Bruckelmeyer urged the rest of the commission to go down to Romulus to see its site before its review of the final site plan. Sheetz opened its first store in the state in Romulus and now has many approved for construction throughout the Metro-Detroit area.
Commission chairman Brian Cullin asked about the flooding that happens at that corner and Bruckelmeyer said they are figuring out how to address that. He said they assessed a high-water mark and they are raising the site so they can dig out to drain. He said Sheetz spent a significant amount of money on that so it will be appropriately designed.
Chairman Cullin said residents have determined that the sit-down restaurant at Sheetz will be the only one in that area and they would have to drive to Belleville and Tyler roads to find another sit-down restaurant.

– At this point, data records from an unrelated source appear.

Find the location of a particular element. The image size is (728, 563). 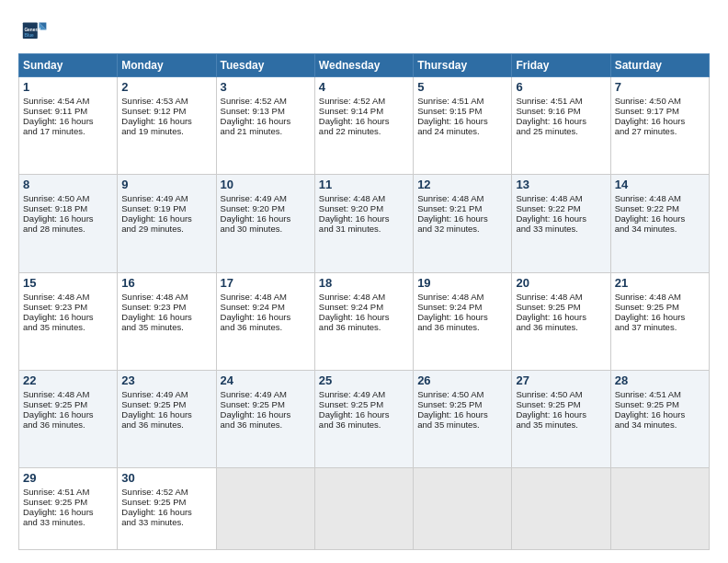

day-number: 14 is located at coordinates (660, 184).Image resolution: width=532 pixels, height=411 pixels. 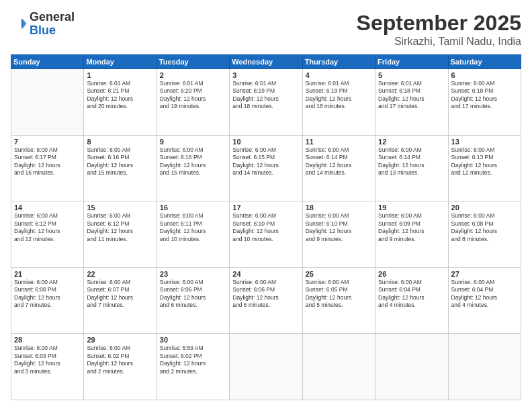 I want to click on calendar-cell: 22Sunrise: 6:00 AM Sunset: 6:07 PM Dayli…, so click(x=120, y=301).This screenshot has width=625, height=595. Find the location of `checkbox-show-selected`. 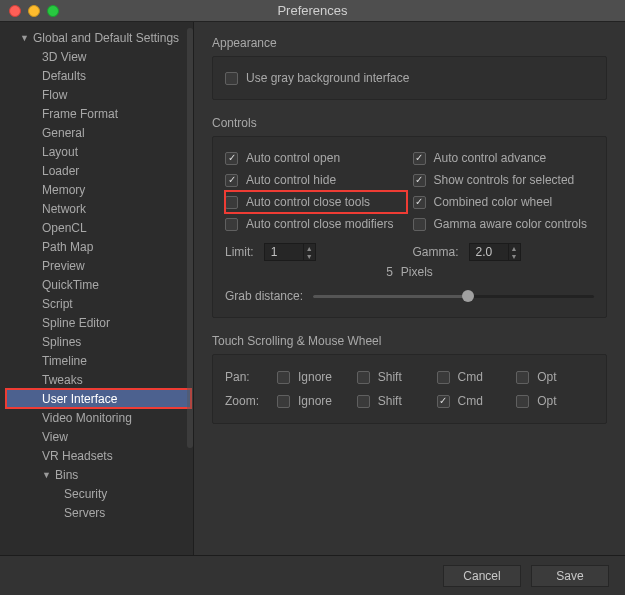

In other business at the two-hour-14-minute meeting, the commission:
• Approved a final site plan amendment for Zippy Belleville Real Estate, LLC for relocation of its auto wash monument sign from the south side of its project to the north side of the property at 11600 Belleville Rd. The commission approved the project last December. Commissioner Jeff Jahr had concerns about whether the size conformed to the sign ordinance and director of planning and economic development Dan Power said the sign would be brought back to the commission if there were any problems. The sign will have digital messages, but they can only change the words every hour, under the ordinance;
• Heard Ron Akers, director of municipal services, give a report on a legal opinion by township attorneys on the plan by Pulte Homes of Michigan to build homes on the northest corner of Morton Taylor and Tyler roads in what is part of an old Planned Unit Development for Walden Woods. At first it was thought the PUD could be amended into a Planned Residential Development (PRD), but that doesn’t seem legal. Akers said deliberations on the situation is a work in progress. “It would not be a PRD. It would stay one big PUD,” Akers said, even though the township no longer has PUDs. Commissioner Jahr was concerned about which rules the commission would follow to assess development there and Akers said he would pass that concern on to the attorneys. Commissioner Medina Atchinson said residents say they want more open space and the planning commission needs to have flexibility. Akers said the final draft of the legal opinion in the commission packet is still being worked on, but they wanted the planning commission to know what was going on; and
• Heard Donovan Smith, a principal planner with McKenna Associates, explain a project he will be working on for the next year on “Missing Middle Housing.” The township applied for a Michigan Housing Readiness Incentive Grant and was awarded $45,000 for the study that he will do. It will review the VBT housing market for an update to the township’s 2020 Master Plan. It will come up with a Middle Housing Plan, Zoning Ordinance Recommendations, and an Implementation Plan. He said they are in the kickoff phase now and he plans three workshops with the planning commission during their regular meetings and then in April they will set a public hearing. He will be sending out a survey and will hold monthly steering team meetings.